The cult of a particular female (saint) ruler underwent an intricate process. From its establishment and development, reflecting the needs and demands of a specific conductor operarum, it usually experienced periods of prosperity and decline with many factors contributing to the final form of a functioning cult of a saintly female ruler, which could play a mediating function in the intricate social relations of the given country. 





















To be a female ruler at that time involved controlling a less apparent, yet more profound, spiritual level of society. Women of ruling dynasties, surrounded by their spiritual advisers— monks or churchmen—were the protectors of the texts and images that played a decisive role in forming the complex identity symbols of the respective countries with them becoming their patron-saints.


















The phenomenon of female royal saints and their cults in the region of East Central and Eastern Europe represents a rather specific question. It might have originated under the influence of the Byzantine and Merovingian empires or even the Carolingian kingdom, but also as a latter reflection of Anglo-Saxon and Ottonian practices. In this respect, this book may also be viewed as a contribution to the growing body of works on cults of female saints of aristocratic or royal origin (saintly Roman patricians or the holy empress Helena) and regarded as a continuation and contribution to the line research opened by Gabor Klaniczay on female royal saints in the tenth and the eleventh centuries in East Central and Eastern Europe.



































Besides the scholars studying medieval hagiography, this book will appeal to those interested in the techniques of remembering, their evolution and their role in mediating social relations. Equally interested may be those studying the ways of making history in any given place or era, especially scholars concerned with modern practices of media and propaganda. A different group of readers may find something of value in this book, namely those interested in gender history, particularly in the role of women in politics, culture, religion, and economy. 
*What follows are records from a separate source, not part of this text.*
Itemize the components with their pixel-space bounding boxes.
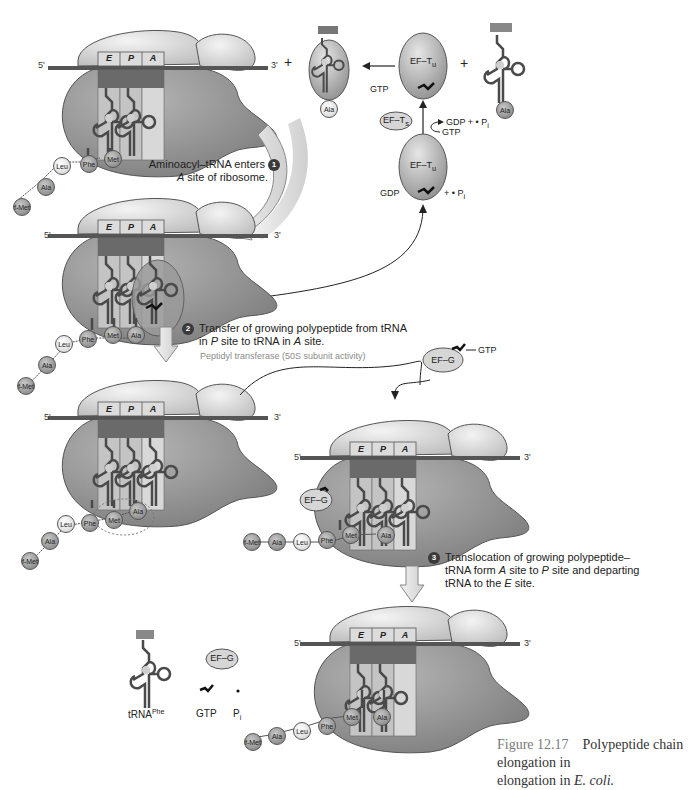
mrna-3prime-3: 3' <box>274 412 281 422</box>
aa-ala-4b: Ala <box>377 526 395 544</box>
mrna-5prime-2: 5' <box>44 230 51 240</box>
ef-tu-label-bottom: EF–Tu <box>405 160 441 173</box>
aa-ala-4: Ala <box>268 533 286 551</box>
site-p-4: P <box>372 444 394 454</box>
aa-ala-3: Ala <box>41 532 59 550</box>
aa-met-3: Met <box>105 511 123 529</box>
aa-ala-free: Ala <box>496 101 514 119</box>
step3-down-arrow <box>400 566 424 602</box>
ef-ts-label: EF–Ts <box>380 115 412 128</box>
mrna-3prime-4: 3' <box>524 452 531 462</box>
aa-leu-5: Leu <box>293 722 311 740</box>
released-gtp-icon <box>200 685 213 691</box>
gdp-label: GDP <box>380 187 400 199</box>
pi-label-released: Pi <box>233 708 241 724</box>
site-a-4: A <box>394 444 416 454</box>
site-e-2: E <box>98 222 120 232</box>
aa-phe-4: Phe <box>318 531 336 549</box>
site-e-4: E <box>350 444 372 454</box>
aa-ala-incoming: Ala <box>320 100 338 118</box>
aa-phe-5: Phe <box>318 717 336 735</box>
aa-leu-1: Leu <box>53 157 71 175</box>
ribosome-3 <box>48 380 277 526</box>
gtp-input-label: GTP <box>442 126 461 138</box>
site-e-5: E <box>350 630 372 640</box>
step-2-text: 2Transfer of growing polypeptide from tR… <box>182 322 422 348</box>
plus-sign-1: + <box>284 54 292 70</box>
aa-met-4: Met <box>342 526 360 544</box>
figure-number: Figure 12.17 <box>497 737 569 752</box>
aa-fmet-4: f-Met <box>243 533 261 551</box>
site-p-5: P <box>372 630 394 640</box>
ef-g-label-released: EF–G <box>206 653 238 663</box>
aa-leu-2: Leu <box>55 335 73 353</box>
mrna-5prime-1: 5' <box>38 60 45 70</box>
mrna-3prime-1: 3' <box>271 60 278 70</box>
trna-phe-label: tRNAPhe <box>128 706 164 721</box>
pi-release-label: + • Pi <box>444 187 465 203</box>
gtp-label-top: GTP <box>370 83 389 95</box>
aa-fmet-1: f-Met <box>13 198 31 216</box>
site-a-2: A <box>142 222 164 232</box>
aa-leu-3: Leu <box>57 515 75 533</box>
mrna-5prime-4: 5' <box>294 452 301 462</box>
aa-ala-1: Ala <box>37 178 55 196</box>
site-p-2: P <box>120 222 142 232</box>
site-a-5: A <box>394 630 416 640</box>
aa-ala-3b: Ala <box>129 502 147 520</box>
released-trna-phe <box>131 630 170 708</box>
step-3-badge: 3 <box>428 552 440 564</box>
gtp-label-efg: GTP <box>478 344 497 356</box>
site-e-1: E <box>98 53 120 63</box>
aa-ala-5: Ala <box>268 727 286 745</box>
aa-fmet-5: f-Met <box>244 733 262 751</box>
aa-met-2: Met <box>104 326 122 344</box>
site-p-3: P <box>120 404 142 414</box>
ef-g-label-1: EF–G <box>427 355 459 365</box>
aa-fmet-2: f-Met <box>17 377 35 395</box>
mrna-3prime-2: 3' <box>274 230 281 240</box>
aa-ala-2: Ala <box>38 356 56 374</box>
peptidyl-transferase-note: Peptidyl transferase (50S subunit activi… <box>200 351 366 361</box>
step-1-badge: 1 <box>268 159 280 171</box>
step-3-text: 3Translocation of growing polypeptide– t… <box>428 551 668 590</box>
aa-fmet-3: f-Met <box>21 552 39 570</box>
ef-g-label-2: EF–G <box>300 495 332 505</box>
gtp-label-released: GTP <box>196 708 217 720</box>
site-e-3: E <box>98 404 120 414</box>
aa-met-5: Met <box>343 708 361 726</box>
aa-leu-4: Leu <box>293 533 311 551</box>
aa-phe-1: Phe <box>80 155 98 173</box>
aa-phe-2: Phe <box>79 330 97 348</box>
aa-met-1: Met <box>104 150 122 168</box>
ef-tu-label-top: EF–Tu <box>405 56 441 69</box>
site-a-1: A <box>142 53 164 63</box>
mrna-5prime-5: 5' <box>294 638 301 648</box>
figure-organism: E. coli. <box>574 773 614 788</box>
aa-ala-5b: Ala <box>373 708 391 726</box>
plus-sign-2: + <box>460 55 468 71</box>
mrna-5prime-3: 5' <box>44 412 51 422</box>
figure-caption: Figure 12.17Polypeptide chain elongation… <box>497 736 694 790</box>
aa-ala-2b: Ala <box>127 326 145 344</box>
mrna-3prime-5: 3' <box>524 638 531 648</box>
site-p-1: P <box>120 53 142 63</box>
step-2-badge: 2 <box>182 323 194 335</box>
site-a-3: A <box>142 404 164 414</box>
step-1-text: Aminoacyl–tRNA enters 1 A site of riboso… <box>135 158 285 184</box>
released-pi-dot <box>236 689 239 692</box>
aa-phe-3: Phe <box>81 514 99 532</box>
From that perspective, our book offers some innovative ideas about the role of medieval female saints of high-ranking origin as agents of charitable work, dispute mediators, and “lobbyists” who assert the interests of particular groups and use different ways of negotiation to reach consensus. It is, in particular, the latter role that made us choose Miroslav Labunka’s wordconstruct for the title of our book—mulieres suadentes.
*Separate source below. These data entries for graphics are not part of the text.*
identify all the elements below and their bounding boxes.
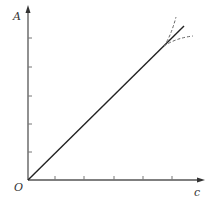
x-axis-arrow-icon bbox=[197, 178, 205, 183]
linear-series-line bbox=[28, 26, 184, 180]
x-axis-label: c bbox=[194, 186, 200, 199]
chart: A O c bbox=[0, 0, 210, 203]
origin-label: O bbox=[14, 181, 23, 194]
y-axis-label: A bbox=[12, 10, 21, 23]
upper-dashed-curve bbox=[164, 17, 176, 46]
y-axis-arrow-icon bbox=[26, 5, 31, 13]
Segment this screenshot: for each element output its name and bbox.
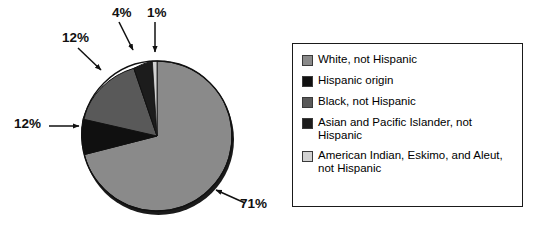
legend-item-label: Black, not Hispanic [318, 95, 416, 108]
pie-label-4pct: 4% [112, 6, 132, 20]
pie-label-1pct: 1% [147, 6, 167, 20]
legend-item-label: Hispanic origin [318, 74, 393, 87]
leader-arrow-12pct-upper [78, 48, 101, 70]
legend-swatch-icon [302, 76, 313, 87]
legend-swatch-icon [302, 97, 313, 108]
legend-swatch-icon [302, 151, 313, 162]
pie-chart-figure: 4% 1% 12% 12% 71% White, not Hispanic Hi… [0, 0, 555, 228]
legend-item-asian-pacific-islander[interactable]: Asian and Pacific Islander, not Hispanic [302, 116, 514, 141]
legend-item-label: American Indian, Eskimo, and Aleut, not … [318, 149, 503, 174]
legend-swatch-icon [302, 118, 313, 129]
chart-legend: White, not Hispanic Hispanic origin Blac… [292, 43, 523, 207]
pie-label-71pct: 71% [240, 197, 267, 211]
leader-arrow-4pct [119, 22, 133, 50]
legend-swatch-icon [302, 55, 313, 66]
pie-chart-graphic [0, 0, 290, 228]
legend-item-hispanic-origin[interactable]: Hispanic origin [302, 74, 514, 87]
legend-item-black-not-hispanic[interactable]: Black, not Hispanic [302, 95, 514, 108]
legend-item-label: White, not Hispanic [318, 53, 417, 66]
legend-item-label: Asian and Pacific Islander, not Hispanic [318, 116, 472, 141]
legend-item-white-not-hispanic[interactable]: White, not Hispanic [302, 53, 514, 66]
legend-item-american-indian-eskimo-aleut[interactable]: American Indian, Eskimo, and Aleut, not … [302, 149, 514, 174]
pie-label-12pct-upper: 12% [62, 31, 89, 45]
pie-label-12pct-left: 12% [14, 117, 41, 131]
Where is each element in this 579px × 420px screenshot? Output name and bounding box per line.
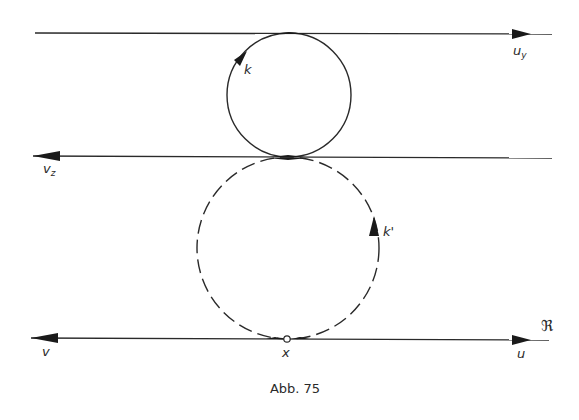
orientation-arrow-k-prime-icon: [369, 216, 379, 236]
label-k: k: [244, 62, 252, 77]
arrow-right-icon: [512, 29, 531, 39]
label-v-z: vz: [43, 161, 56, 178]
arrow-right-icon: [512, 335, 531, 345]
label-u: u: [517, 346, 525, 361]
tangent-mark-icon: [268, 158, 308, 160]
label-u-y: uy: [513, 43, 527, 60]
label-x: x: [281, 345, 290, 360]
circle-k-prime: [197, 157, 379, 339]
label-fraktur-r: ℜ: [541, 317, 554, 335]
point-x-marker: [284, 336, 290, 342]
circle-k: [227, 33, 351, 157]
label-k-prime: k': [383, 224, 394, 239]
label-v: v: [42, 344, 50, 359]
diagram-canvas: uy vz v u k k' x ℜ Abb. 75: [0, 0, 579, 420]
arrow-left-icon: [31, 333, 58, 343]
figure-caption: Abb. 75: [270, 381, 320, 396]
arrow-left-icon: [33, 151, 60, 161]
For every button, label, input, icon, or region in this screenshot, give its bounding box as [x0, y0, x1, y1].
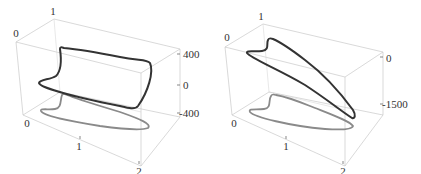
bounding-box — [225, 24, 383, 166]
z-tick-bot: -400 — [179, 107, 200, 119]
y-tick-1: 1 — [258, 10, 264, 22]
x-tick-0: 0 — [231, 117, 237, 129]
y-tick-1: 1 — [50, 5, 56, 17]
y-tick-0: 0 — [224, 31, 230, 43]
z-tick-top: 400 — [183, 48, 200, 60]
x-tick-2: 2 — [136, 165, 142, 174]
axis-ticks — [286, 57, 383, 164]
z-tick-top: 0 — [386, 52, 392, 64]
x-tick-1: 1 — [76, 140, 82, 152]
plot-left-svg: 0 1 400 0 -400 0 1 2 — [0, 0, 210, 174]
bounding-box — [16, 19, 180, 166]
plot-right: 0 1 0 -1500 0 1 2 — [210, 0, 421, 174]
x-tick-0: 0 — [24, 117, 30, 129]
y-tick-0: 0 — [13, 27, 19, 39]
z-tick-bot: -1500 — [382, 98, 408, 110]
x-tick-1: 1 — [283, 140, 289, 152]
x-tick-2: 2 — [340, 165, 346, 174]
plot-left: 0 1 400 0 -400 0 1 2 — [0, 0, 210, 174]
z-tick-mid: 0 — [183, 79, 189, 91]
plot-right-svg: 0 1 0 -1500 0 1 2 — [210, 0, 421, 174]
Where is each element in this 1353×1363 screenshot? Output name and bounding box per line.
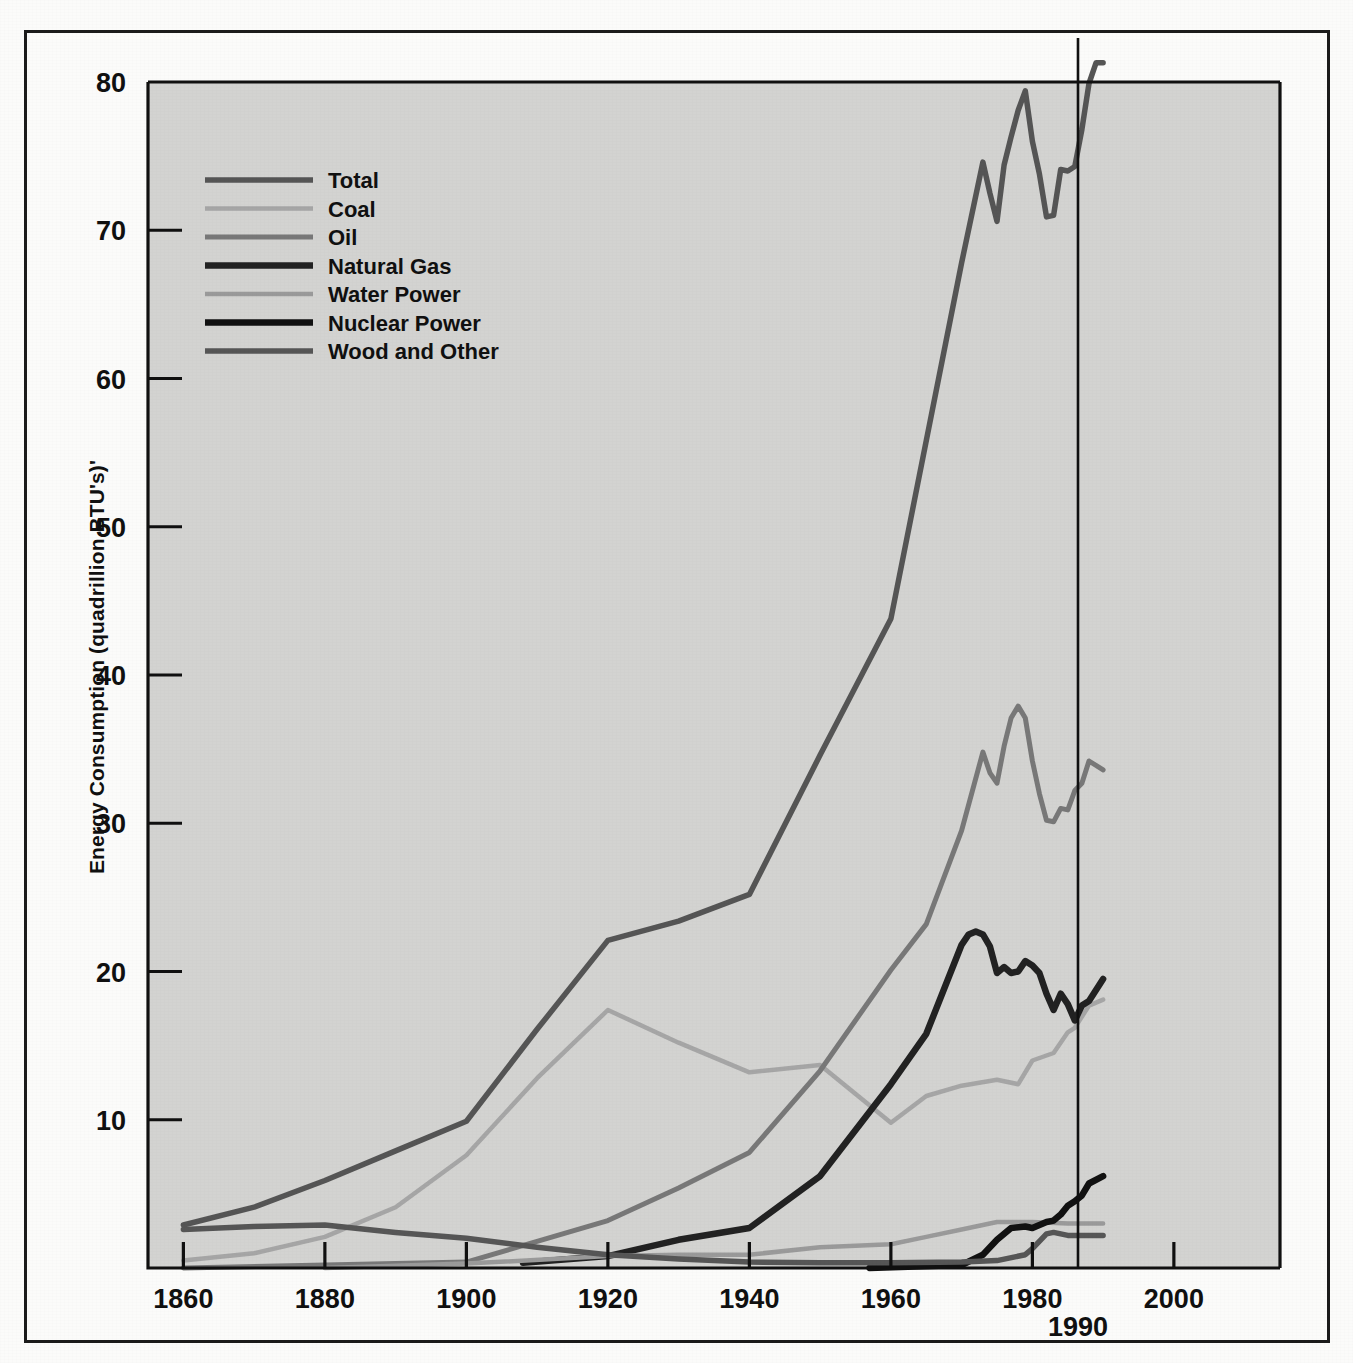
legend-label-oil: Oil bbox=[328, 225, 357, 250]
figure-root: Energy Consumption (quadrillion BTU's)' … bbox=[0, 0, 1353, 1363]
y-tick-label-80: 80 bbox=[96, 68, 126, 98]
plot-background bbox=[148, 82, 1280, 1268]
legend-label-nuclear-power: Nuclear Power bbox=[328, 311, 481, 336]
legend-label-wood-and-other: Wood and Other bbox=[328, 339, 499, 364]
y-tick-label-20: 20 bbox=[96, 958, 126, 988]
legend-label-water-power: Water Power bbox=[328, 282, 461, 307]
chart-plot-area: 1020304050607080 18601880190019201940196… bbox=[0, 0, 1353, 1363]
y-tick-label-40: 40 bbox=[96, 661, 126, 691]
x-tick-label-1940: 1940 bbox=[719, 1284, 779, 1314]
legend-label-coal: Coal bbox=[328, 197, 376, 222]
y-tick-label-10: 10 bbox=[96, 1106, 126, 1136]
x-tick-label-1880: 1880 bbox=[295, 1284, 355, 1314]
x-tick-label-1980: 1980 bbox=[1002, 1284, 1062, 1314]
y-tick-label-30: 30 bbox=[96, 809, 126, 839]
y-tick-label-50: 50 bbox=[96, 513, 126, 543]
year-marker-label: 1990 bbox=[1048, 1312, 1108, 1342]
x-tick-label-1860: 1860 bbox=[153, 1284, 213, 1314]
x-tick-label-1920: 1920 bbox=[578, 1284, 638, 1314]
x-tick-label-1960: 1960 bbox=[861, 1284, 921, 1314]
legend-label-natural-gas: Natural Gas bbox=[328, 254, 452, 279]
x-tick-label-1900: 1900 bbox=[436, 1284, 496, 1314]
y-tick-label-70: 70 bbox=[96, 216, 126, 246]
x-tick-label-2000: 2000 bbox=[1144, 1284, 1204, 1314]
y-tick-label-60: 60 bbox=[96, 365, 126, 395]
line-chart: 1020304050607080 18601880190019201940196… bbox=[0, 0, 1353, 1363]
legend-label-total: Total bbox=[328, 168, 379, 193]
To the best of our knowledge, there is no comparable book available in English. Our goal is to make use of the abundant literature on history-related gender studies produced in Western Europe and the vu.s. over the last few decades, as well as of less known works by scholars in Russian and Slavicspeaking countries in East Central and Eastern Europe and the Balkans. We aim to provide a synthesis of the current research as well as a bibliographical guide for future research on the relations between Western, East Central and Eastern Europe, in terms of cults of female saints.